Richard Olson, a retired diplomat who recently served as ambassador to Pakistan and the United Arab Emirates, has pleaded guilty to undisclosed lobbying for Qatar and failure to disclose gifts he received still in service, court records show.
He is accused of accepting a lavish trip to Qatar while still serving as the US envoy to Pakistan. “I wish to plead guilty to the offences charged, to waive trial in the Central District of California, and to dispose of the case in the District of Columbia in which I am present,” he wrote in a consent letter submitted by his lawyer.
Olson was U.S. special representative for Afghanistan and Pakistan from 2015 until 2016, when he retired. In that role, he reported directly to Secretary of State John Kerry. From 2012 to 2015, he was the ambassador to Pakistan. His first tour as an ambassador was in the United Arab Emirates, from 2008 to 2011.

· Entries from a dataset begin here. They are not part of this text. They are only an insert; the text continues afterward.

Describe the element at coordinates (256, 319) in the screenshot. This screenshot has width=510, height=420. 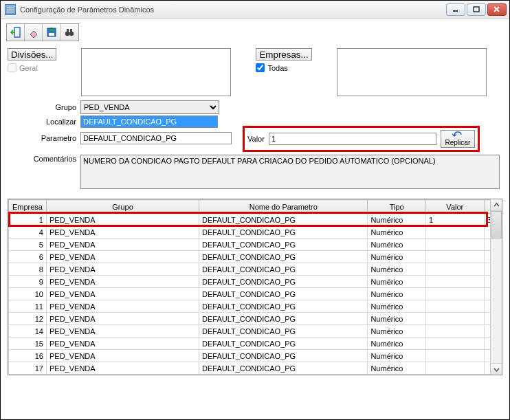
I see `table-row: 12PED_VENDADEFAULT_CONDICAO_PGNumérico` at that location.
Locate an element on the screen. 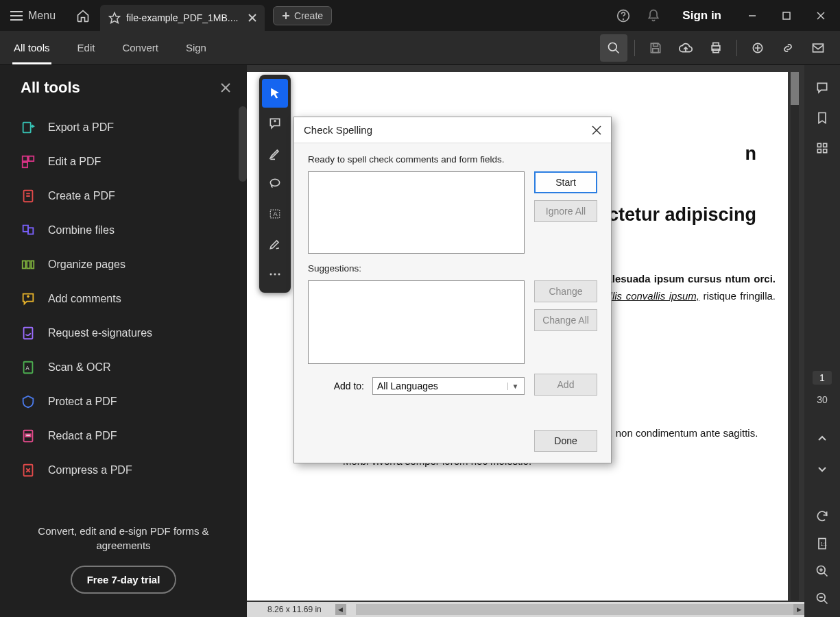 This screenshot has height=617, width=840. horizontal-scrollbar is located at coordinates (575, 609).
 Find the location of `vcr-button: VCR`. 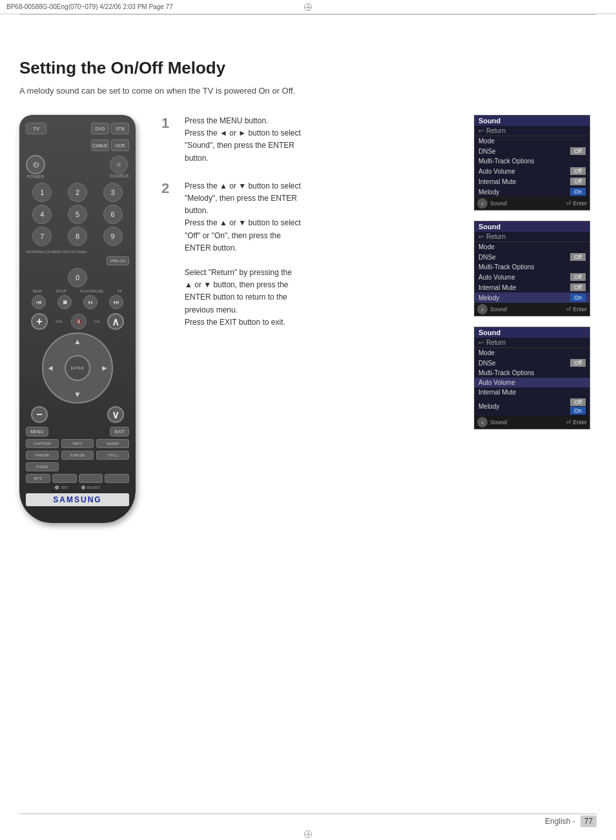

vcr-button: VCR is located at coordinates (120, 145).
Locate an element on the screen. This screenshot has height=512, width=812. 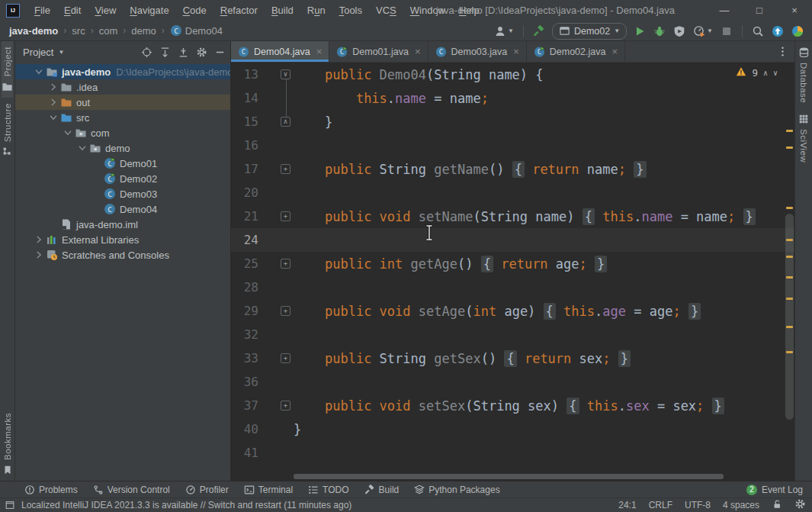
prev-warning-icon: ∧ is located at coordinates (765, 73).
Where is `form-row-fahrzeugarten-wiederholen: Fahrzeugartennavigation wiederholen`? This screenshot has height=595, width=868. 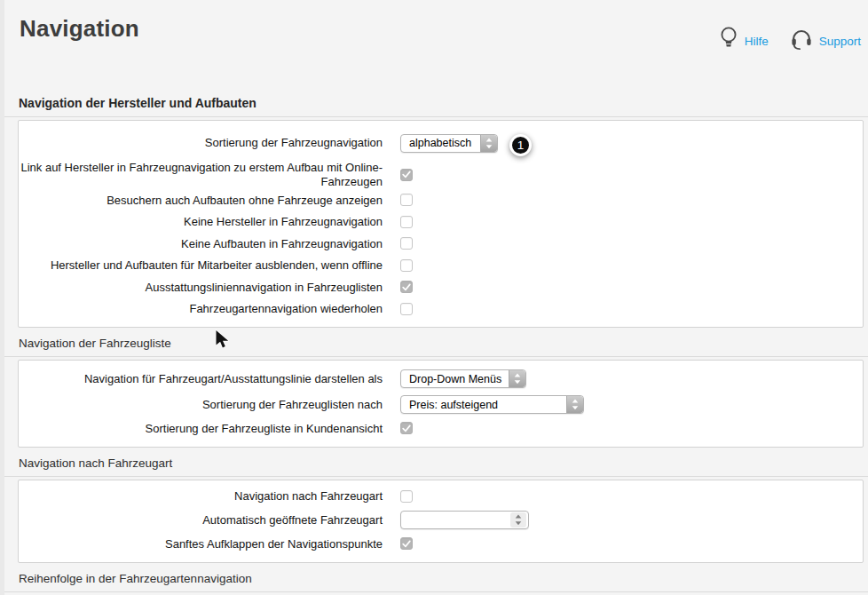 form-row-fahrzeugarten-wiederholen: Fahrzeugartennavigation wiederholen is located at coordinates (440, 309).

According to a criminal complaint, Olson, then still the ambassador in Islamabad, met in Los Angeles in 2015 with a Pakistani American who proposed working for a business associate from Bahrain.
The Pakistani American, who was not identified, quickly arranged a trip to London to discuss the cooperation, with Olson failing to disclose $19,000 provided him in first-class airfare, a luxury hotel stay and dinner, prosecutors said.
The businessperson proposed a one-year contract to Olson worth $300,000 after he ended his diplomatic career, the complaint said. Olson initially was asked to help Qatar lobby for Washington to allow US customs preclearance at the Doha airport.
The former ambassador was later asked to help Qatar as it faced a blockade by neighbours Saudi Arabia and the United Arab Emirates. A Qatari government official in turn wired $5.8 million to the Pakistani American who had approached Olson, the complaint said.
Mr Olson has been awarded the Presidential Distinguished Service Award and the Secretary of Defence Exceptional Civilian Service Award, and is a three times recipient of the State Department’s Superior Honor Award. He lived in Virginia after his retirement and was a regular on South Asian affairs at Washington’s think tanks where he often appreciated Pakistan’s efforts to contain terrorism.
Former US president Barack Obama sent Mr Olson to Pakistan in 2012 when the then ambassador, Cameron Munter, resigned after the 2011 US raid in Abbottabad. Mr Munter was apparently not consulted before the raid, which eliminated Osama bin Laden but strained relations with Pakistan.